UN, European states call on Israel to halt demolitions

UN says at least 70 people or so living in the Bedouin community, including 41 children, face displacement in Humsa Al-Baqaia district.

The Jordan Valley is home to approximately 60,000 Palestinians, according to the UN, but nearly 90 percent of the land is under complete Israeli control [File: Mussa Qawasma/Reuters]

The United Nations and European members of the Security Council on Friday called on Israel to stop demolitions of Bedouin settlements in the Jordan Valley, and for humanitarian access to the community living in Humsa Al-Baqaia.

In a joint statement at the end of a monthly session of the Security Council on the conflict in the Middle East, Estonia, France, Ireland, Norway and the United Kingdom said they were “deeply concerned at the recent repeated demolitions and confiscation of items, including of EU- and donor-funded structures carried out by Israeli authorities at Humsa Al-Baqaia in the Jordan Valley.”

It said the concern was also focused on the 70 people or so living in the Bedouin community, including 41 children.

“We reiterate our call on Israel to halt demolitions and confiscations,” the statement said.

“We further call on Israel to allow full, sustained and unimpeded humanitarian access to the community in Humsa Al-Baqaia.”

Humsa al-Baqia sits in the Jordan Valley, a fertile and strategic patch of land that runs from Lake Tiberias to the Dead Sea, which has emerged as a flashpoint in the struggle over the West Bank.

The Jordan Valley is home to approximately 60,000 Palestinians, according to the UN, but nearly 90 percent of the land is part of what is known as Area C, the three-fifths of the West Bank that is under complete Israeli control.

It includes closed military areas and about 50 agricultural settlements housing some 12,000 Israelis.

Seizure of properties

Palestinians are barred from those areas and from the lands they own. They are forbidden from digging wells or building any kind of infrastructure without hard-to-get military permits.

From 2009 to 2016, less than 2 percent of more-than-3,300 permit applications in Area C were successful, according to Peace Now, an Israeli anti-settlement group, citing official statistics.

Anything built without a permit, from home extensions to tents, animal pens and irrigation networks, is at risk of demolition by the Israeli military.

Israeli machinery demolish a Palestinian house located within the area C near Yatta in the southern area of the West Bank town of Hebron last November [File: Hazen Bader/AFP]

Almost 800 Palestinians, including 404 minors, have already lost their homes in 2020.

Throughout the entire previous year, 677 lost their homes – up from 387 in 2018 and 521 in 2017.

On Friday, the UN envoy for the region, Norwegian Tor Wennesland, also voiced his concerns about the demolitions and land confiscations.

He said Israel security forces had “demolished or confiscated 80 structures” in the Bedouin community “in an Israeli declared firing zone in the Jordan Valley”.

He said that the actions had “displaced 63 people, including 36 children multiple times, and followed a similar demolition in November 2020”.

“I urge Israel to cease the demolition and seizure of Palestinian property throughout the occupied West Bank, including East Jerusalem, and to allow Palestinians to develop their communities,” he said.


# What to work on
Wherever the string "Sensory" occurs in a line of these records, report that line.

# Study material
━━━━━━━━━━━━━━━━━━━━━━━━━━━━━━

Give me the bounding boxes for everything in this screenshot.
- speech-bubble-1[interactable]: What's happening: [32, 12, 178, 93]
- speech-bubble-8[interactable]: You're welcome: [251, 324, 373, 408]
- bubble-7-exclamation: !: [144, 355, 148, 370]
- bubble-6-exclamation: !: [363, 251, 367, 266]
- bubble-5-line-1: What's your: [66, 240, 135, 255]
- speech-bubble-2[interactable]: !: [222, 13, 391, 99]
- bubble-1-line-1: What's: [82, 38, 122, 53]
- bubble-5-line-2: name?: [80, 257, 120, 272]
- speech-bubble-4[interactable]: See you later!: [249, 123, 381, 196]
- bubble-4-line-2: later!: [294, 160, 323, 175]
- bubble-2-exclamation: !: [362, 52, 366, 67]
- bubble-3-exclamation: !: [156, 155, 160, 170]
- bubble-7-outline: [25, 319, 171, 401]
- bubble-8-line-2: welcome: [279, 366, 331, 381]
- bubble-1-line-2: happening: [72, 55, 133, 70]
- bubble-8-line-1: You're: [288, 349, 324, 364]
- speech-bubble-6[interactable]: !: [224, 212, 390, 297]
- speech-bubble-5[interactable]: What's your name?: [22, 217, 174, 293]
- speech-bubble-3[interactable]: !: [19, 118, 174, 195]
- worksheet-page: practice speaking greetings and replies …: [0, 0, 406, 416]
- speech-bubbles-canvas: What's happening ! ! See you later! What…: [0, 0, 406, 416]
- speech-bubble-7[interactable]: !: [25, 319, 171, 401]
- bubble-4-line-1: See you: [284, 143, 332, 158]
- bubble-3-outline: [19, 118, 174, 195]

━━━━━━━━━━━━━━━━━━━━━━━━━━━━━━

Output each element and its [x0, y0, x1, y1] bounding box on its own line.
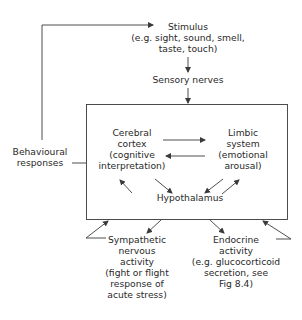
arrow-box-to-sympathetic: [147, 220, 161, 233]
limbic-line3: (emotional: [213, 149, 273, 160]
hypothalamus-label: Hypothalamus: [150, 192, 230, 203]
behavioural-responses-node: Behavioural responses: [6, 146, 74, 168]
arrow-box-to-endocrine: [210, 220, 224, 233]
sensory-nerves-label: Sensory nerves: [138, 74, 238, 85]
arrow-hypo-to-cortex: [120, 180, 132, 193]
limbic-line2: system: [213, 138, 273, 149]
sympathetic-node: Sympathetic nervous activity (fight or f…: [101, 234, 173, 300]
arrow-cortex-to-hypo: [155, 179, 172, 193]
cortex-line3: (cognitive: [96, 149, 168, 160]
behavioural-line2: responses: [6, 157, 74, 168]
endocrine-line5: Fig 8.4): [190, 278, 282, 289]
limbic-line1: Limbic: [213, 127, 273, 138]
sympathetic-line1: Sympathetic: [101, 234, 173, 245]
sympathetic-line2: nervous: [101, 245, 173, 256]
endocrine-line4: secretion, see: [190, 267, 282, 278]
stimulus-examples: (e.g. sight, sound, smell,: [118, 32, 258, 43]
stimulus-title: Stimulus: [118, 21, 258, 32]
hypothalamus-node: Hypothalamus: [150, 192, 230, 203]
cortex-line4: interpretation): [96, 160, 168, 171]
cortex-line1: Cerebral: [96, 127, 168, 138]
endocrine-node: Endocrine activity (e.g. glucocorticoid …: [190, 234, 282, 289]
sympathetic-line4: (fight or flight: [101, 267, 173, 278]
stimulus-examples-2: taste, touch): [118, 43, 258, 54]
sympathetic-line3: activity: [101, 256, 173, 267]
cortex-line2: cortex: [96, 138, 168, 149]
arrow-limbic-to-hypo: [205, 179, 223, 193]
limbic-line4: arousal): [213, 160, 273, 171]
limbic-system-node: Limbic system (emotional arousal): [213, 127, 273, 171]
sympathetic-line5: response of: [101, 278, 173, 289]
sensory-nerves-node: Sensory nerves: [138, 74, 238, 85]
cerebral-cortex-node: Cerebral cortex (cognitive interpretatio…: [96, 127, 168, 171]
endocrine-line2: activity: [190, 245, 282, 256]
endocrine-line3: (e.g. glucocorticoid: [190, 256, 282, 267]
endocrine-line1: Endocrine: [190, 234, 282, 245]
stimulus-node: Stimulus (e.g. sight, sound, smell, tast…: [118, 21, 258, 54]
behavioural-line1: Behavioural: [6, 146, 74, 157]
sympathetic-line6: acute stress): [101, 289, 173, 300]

━━━━━━━━━━━━━━━━━━━━━━━━━━━━━━

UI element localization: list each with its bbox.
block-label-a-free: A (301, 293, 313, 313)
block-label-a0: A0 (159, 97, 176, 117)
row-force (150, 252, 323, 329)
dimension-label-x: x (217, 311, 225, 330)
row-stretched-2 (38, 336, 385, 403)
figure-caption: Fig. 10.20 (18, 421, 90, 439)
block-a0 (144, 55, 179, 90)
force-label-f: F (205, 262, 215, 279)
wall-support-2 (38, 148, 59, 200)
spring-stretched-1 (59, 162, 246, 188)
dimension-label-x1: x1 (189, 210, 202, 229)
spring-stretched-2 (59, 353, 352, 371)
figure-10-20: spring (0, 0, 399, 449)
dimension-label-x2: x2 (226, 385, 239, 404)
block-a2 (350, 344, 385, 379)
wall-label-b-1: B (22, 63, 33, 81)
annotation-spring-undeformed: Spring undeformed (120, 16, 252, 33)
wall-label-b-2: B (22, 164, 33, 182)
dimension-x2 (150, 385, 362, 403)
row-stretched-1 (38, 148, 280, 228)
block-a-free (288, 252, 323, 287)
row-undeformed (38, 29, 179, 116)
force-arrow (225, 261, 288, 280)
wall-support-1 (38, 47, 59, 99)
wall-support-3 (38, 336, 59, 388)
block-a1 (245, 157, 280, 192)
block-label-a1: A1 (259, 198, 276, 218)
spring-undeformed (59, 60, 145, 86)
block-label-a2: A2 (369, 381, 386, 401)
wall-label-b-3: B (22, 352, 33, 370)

━━━━━━━━━━━━━━━━━━━━━━━━━━━━━━

# Output for this exercise
sensory-nerves-label: Sensory nerves: [138, 74, 238, 85]
sensory-nerves-node: Sensory nerves: [138, 74, 238, 85]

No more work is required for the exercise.